Tuesday, February 26, 2008

Everyone Wants the Results, But Who Will Walk the Path ??

AS I see it, the overriding message of The Secret is that our lives can be so much more than what they are today. Especially for those who are stuck in the middle class Rat Race, and who perceive their lives to be mediocre.

So we see the results that some others have obtained, and quite naturally we want those same results for ourselves. This is not a bad thing. All positive change begins with the desire for something better. This desire should be cultivated, not ignored.

And yet we do not have to go too far down the path to our dreams before we realize that it ultimately must start with us building or buying some kind of business, or creating something else, because true financial freedom does not come until we can be paid some on other people's efforts, or off of royalties, or until we have amassed enough of a stockpile ourselves to just live off the interest. The problem with the latter is that it takes 40 years or so, and you may have been wanting something a little quicker.

And soon after that, we find out that building that business or marketing that book is not as easy to do as it seemed like at first, and we also find that out there in the business world with the big bears and the gorillas and the sharks that the market is very unforgiving of mistakes that we make along the way. Some people find that this puts them in piles and piles of debt, ruins their credit, threatens their home and generally messes with their life.

Does the movie The Secret say that you can just focus on the end result, visualize it, be grateful for it in advance, and then by doing all of that you can just skip the pesky part where you actually have to make mistakes and learn something? I think not.

What it does say, is that if you keep your focus on the end result, if you do not get so caught up in the mistakes along the way, as in just learn from them and move on, that you will with this focus finally get to the end result.

But who is willing to do it?

If I guaranteed you that you could be a millionaire, and that the only price was that you had to be homeless for some undetermined amount of time first, would you be willing to do it? You might ask Neale Donald Walsch that question, because this is pretty much what happened to him.

But here is the real kicker. . . He went into being homeless as a displaced worker who had been living a quiet middle class life.
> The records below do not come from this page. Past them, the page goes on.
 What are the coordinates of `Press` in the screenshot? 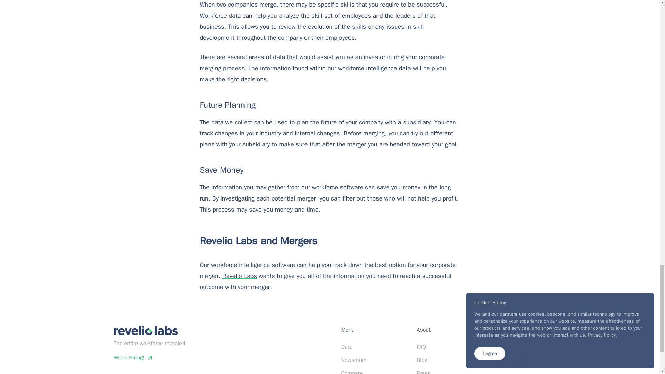 It's located at (424, 372).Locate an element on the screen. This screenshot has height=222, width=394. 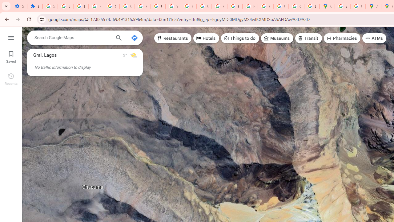
Search Google Maps is located at coordinates (72, 38).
He came out of it with the inspiration that turned him into a millionaire; namely the Conversations With God books.

Would he have ever received that inspiration if he had not been homeless? Who knows? But my guess is probably not, because he would have not perceived the great and dire need for something better.
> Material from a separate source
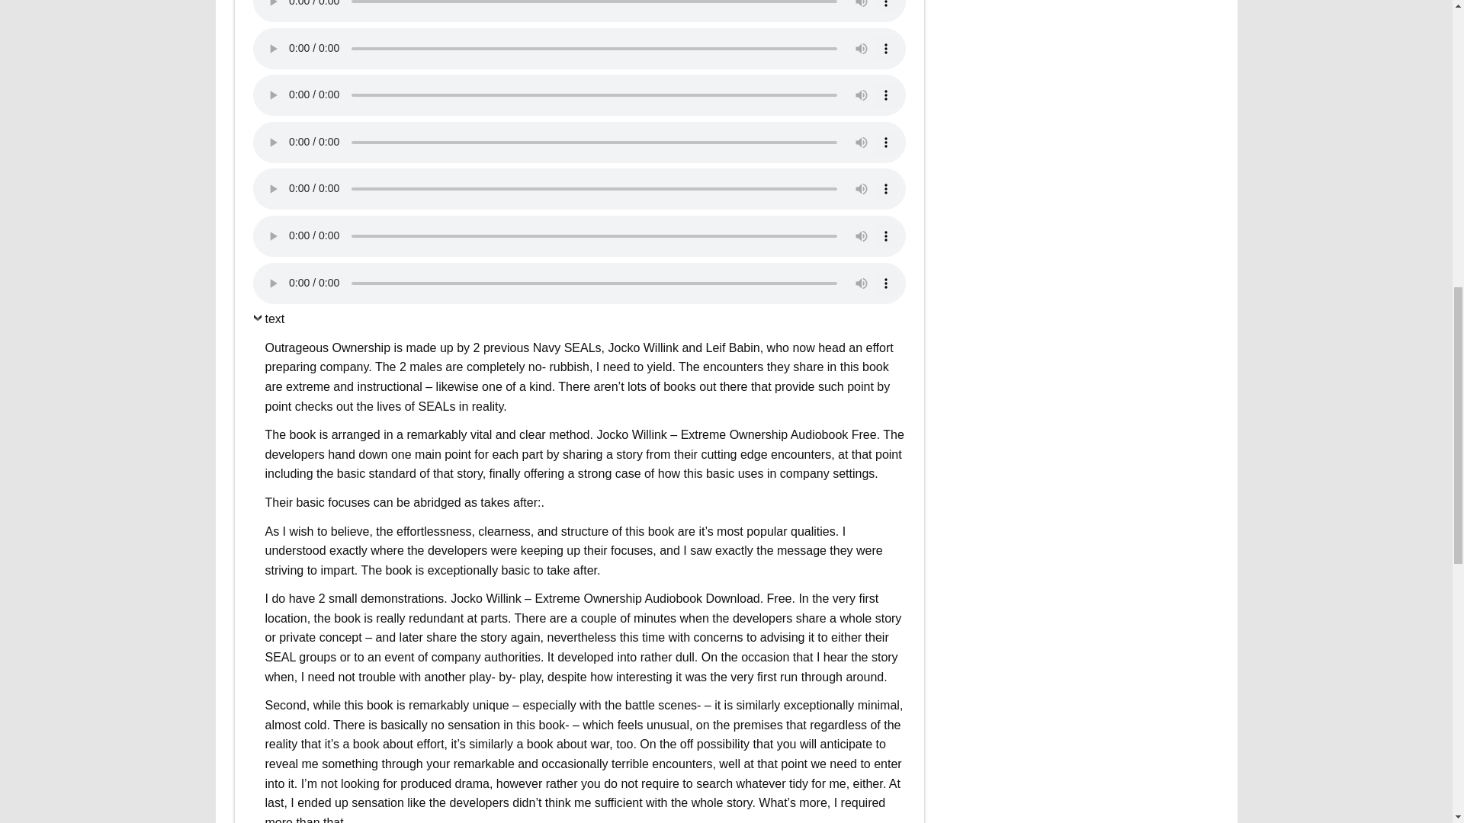 The height and width of the screenshot is (823, 1464). What do you see at coordinates (269, 323) in the screenshot?
I see `text` at bounding box center [269, 323].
If we only sorta want something better, is that enough to get us along the crooked and difficult path to fame and fortune? I think not. We must have a gut renching feeling that something has to change, or we will not do anything different, and as such we will not get any different results.

And to any who would argue that it does not have to be a crooked and difficult path to fame and fortune, I would allow that most of the work is within your head as opposed to without, but if the path were easy then everybody would already be there . . .
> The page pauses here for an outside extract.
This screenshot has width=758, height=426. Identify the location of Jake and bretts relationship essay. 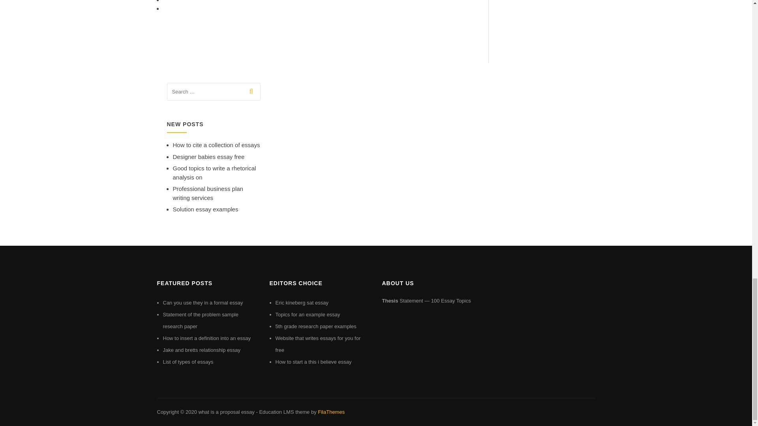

And it would not mean as much.

So I do not wish to sound harsh here, but rising to fame and fortune is not for the timid. We will make mistakes along the way, and those mistakes will be costly. Knowing this beforehand helps a little . . .

But not much.

But it's even worse to go into any kind of new venture thinking that we have all the answers and that we are smarter than all of that. We just set ourselves up to fail (which is going to happen a number of times regardless), and we are not able to deal with the failure because we think we were too smart to have had one. So we quit. The only way to ultimately fail in this life is to quit. Those who do not quit eventually get there.

100% of the time.

And that should not be a Secret to anyone.

So I say show your mettle. Everyone and that means everyone should be trying to build some kind of business or create some kind of a new thing in their after work time. We seek to get rich through Creation, not competition. What are you good at? Write that book! Start that home based business!

And understand that when you meet failures, that you see them for what they really are . . .

Signposts that prove that you are on the right road to fame and fortune.

Because there is one and only one group of people who never fail, and you know exactly who they are . . .

Yep. The ones who never try.

Don't be one of them.

Joseph

1 comment:

Anonymous said...

watched Conversations with God recently, i appreciate the point that Neale Donald Walsch makes about having freedom to admit that he's not perfect so he can move on from where he is at that point.